Last week, I finished an essay about platform design affordances and content moderation expectations and community-level context collapse on Bluesky for Tech Policy Press and set it aside to cool before a last read-through. An hour later, the Trump administration brought to Bluesky a propaganda-zombie army made up of the husks of crucial federal agency communication channels.
So I rewrote the piece, and now it’s up. And it still includes a lot of non–White House material about what I think is going on a Bluesky:
As a result of close connections between changes at Twitter and the growth of Bluesky’s user base, there’s a mismatch between what Bluesky appeared to many people to be—essentially, Twitter minus Elon Musk—and what the platform actually is and does. The problem, for many users, is twofold: First, the platform’s design affordances look the same as those on familiar closed networks, but it’s actually something else entirely. Second, the company’s commitment to doing moderation at all seems to have led many people to believe that it would do high-context, firmly progressive, community-style centralized moderation of the growing global platform, which it isn’t.
I’m sympathetic at a cellular level to the complaints of the communities who want and need safer places to be together. I’m also still stuck believing that big-world global platforms are never going to provide those kinds of places. And also that we need the big-world layers to connect safer places together. I think the Bluesky crew and the broader AT Proto developer community—and fediverse folks I link to in the piece—are all doing work that is genuinely essential for the survival of open and democratic societies.
I tried to find a place in the Bluesky piece to squeeze in a link to Ben Werdmuller’s great keynote at FediForum earlier this month, but I didn’t manage it. Fortunately, Ben is extremely fast and already wrote a post that connects the dots between his concerns and mine. Maybe it’s because Ben is so close to the news horrors at ProPublica and I am so close to them at Unbreaking that our nervous systems are in similar states, but I’ve never seen a tech talk get that clear that fast about the stakes we’re facing. Do watch it.
We need the open networks to be further along than they are, and the only way we get there is by supporting and encouraging people working hard toward better network futures. One more bit from the Bluesky essay:
It would have been better if the open networking sector had longer to build—just another year or two before Musk’s acquisition of Twitter or before the acceleration of the global authoritarian slide. But the ecosystems we have today offer plentiful ways for people who care about community self-governance to support the work of building out viable systems for high-context governance and connecting them together, by supporting efforts like Blacksky Algorithms and Northsky Social, which are building AT Protocol-based social networking stacks centering Black and 2SLGBTQIA+ communities, Bonfire Networks, which is building next-generation public-interest networking on the Activity Pub protocol, and A New Social, which is building bridges and migration services that connect people and communities across open networks.
I wish we’d had more time. But this is the world we have, and there’s so much to do.
Today, I helped update our Immigration timeline for Unbreaking; that update goes out tomorrow, and you can sign up for our weekly briefing at the bottom of the page if that’s something you’d like to have.
Thanks & notes
Enormous gratitude to the folks who have thrown in with me here, and especially to the ones who re-upped for another year. In the plainest terms, I could not do any of this thinking or building without your material and spiritual support. Someone I won’t name sent a one-time tip that covered a big chunk of my time right when I needed it last week and I was very tired and it made me cry. Thank you.
The image at the top of this post is a crop of an image NOAA’s digital collections and can still be found online, for now. It’s taken from Thomas Forster’s 1819 Untersuchung über die Wolken und andere Erscheinungen in der Atmosphäre, a study of clouds and other atmospheric phenomena. You can see the plate in its original context at kulterpool on page 313. Cumulonimbus clouds with anvil-shaped tops like the one depicted in the plate are stormclouds that tend to produce extremely gnarly weather.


• **Task**
What you need to produce is the complete listing, repeated exactly.

• **Records supplied**
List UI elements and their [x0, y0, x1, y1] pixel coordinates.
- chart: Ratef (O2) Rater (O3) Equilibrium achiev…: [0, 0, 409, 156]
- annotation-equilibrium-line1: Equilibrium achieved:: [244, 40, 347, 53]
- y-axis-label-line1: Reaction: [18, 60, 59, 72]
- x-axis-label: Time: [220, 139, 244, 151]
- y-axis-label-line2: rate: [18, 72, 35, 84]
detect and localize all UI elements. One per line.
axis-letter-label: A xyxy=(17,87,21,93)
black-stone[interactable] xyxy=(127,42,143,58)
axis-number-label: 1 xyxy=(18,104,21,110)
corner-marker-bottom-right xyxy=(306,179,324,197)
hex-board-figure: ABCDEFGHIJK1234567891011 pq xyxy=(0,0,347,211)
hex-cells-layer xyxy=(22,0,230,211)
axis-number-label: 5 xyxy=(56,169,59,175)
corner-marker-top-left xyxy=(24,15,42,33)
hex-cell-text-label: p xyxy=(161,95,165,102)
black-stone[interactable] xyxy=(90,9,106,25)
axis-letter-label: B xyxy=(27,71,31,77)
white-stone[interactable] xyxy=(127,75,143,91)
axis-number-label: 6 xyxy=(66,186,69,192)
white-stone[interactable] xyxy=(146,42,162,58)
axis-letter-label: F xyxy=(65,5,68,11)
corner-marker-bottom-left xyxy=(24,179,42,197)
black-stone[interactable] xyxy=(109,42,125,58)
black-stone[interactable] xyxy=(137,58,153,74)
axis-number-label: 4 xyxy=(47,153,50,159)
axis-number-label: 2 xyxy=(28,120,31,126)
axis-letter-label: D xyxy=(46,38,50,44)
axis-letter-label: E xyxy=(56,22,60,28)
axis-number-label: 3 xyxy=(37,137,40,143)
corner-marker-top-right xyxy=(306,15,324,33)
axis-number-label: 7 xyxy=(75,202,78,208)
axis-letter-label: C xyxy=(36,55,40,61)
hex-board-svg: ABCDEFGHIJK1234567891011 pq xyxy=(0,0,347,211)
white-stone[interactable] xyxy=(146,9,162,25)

• **Exercise solution**
List UI elements and their [x0, y0, x1, y1] pixel coordinates.
- chart: Ratef (O2) Rater (O3) Equilibrium achiev…: [0, 0, 409, 156]
- annotation-equilibrium-line1: Equilibrium achieved:: [244, 40, 347, 53]
- y-axis-label-line1: Reaction: [18, 60, 59, 72]
- x-axis-label: Time: [220, 139, 244, 151]
- y-axis-label-line2: rate: [18, 72, 35, 84]
detect and localize all UI elements. One per line.
axis-letter-label: A xyxy=(17,87,21,93)
black-stone[interactable] xyxy=(127,42,143,58)
axis-number-label: 1 xyxy=(18,104,21,110)
corner-marker-bottom-right xyxy=(306,179,324,197)
hex-board-figure: ABCDEFGHIJK1234567891011 pq xyxy=(0,0,347,211)
hex-cells-layer xyxy=(22,0,230,211)
axis-number-label: 5 xyxy=(56,169,59,175)
corner-marker-top-left xyxy=(24,15,42,33)
hex-cell-text-label: p xyxy=(161,95,165,102)
black-stone[interactable] xyxy=(90,9,106,25)
axis-letter-label: B xyxy=(27,71,31,77)
white-stone[interactable] xyxy=(127,75,143,91)
axis-number-label: 6 xyxy=(66,186,69,192)
white-stone[interactable] xyxy=(146,42,162,58)
axis-letter-label: F xyxy=(65,5,68,11)
corner-marker-bottom-left xyxy=(24,179,42,197)
black-stone[interactable] xyxy=(109,42,125,58)
black-stone[interactable] xyxy=(137,58,153,74)
axis-number-label: 4 xyxy=(47,153,50,159)
axis-number-label: 2 xyxy=(28,120,31,126)
axis-letter-label: D xyxy=(46,38,50,44)
axis-letter-label: E xyxy=(56,22,60,28)
axis-number-label: 3 xyxy=(37,137,40,143)
corner-marker-top-right xyxy=(306,15,324,33)
axis-number-label: 7 xyxy=(75,202,78,208)
axis-letter-label: C xyxy=(36,55,40,61)
hex-board-svg: ABCDEFGHIJK1234567891011 pq xyxy=(0,0,347,211)
white-stone[interactable] xyxy=(146,9,162,25)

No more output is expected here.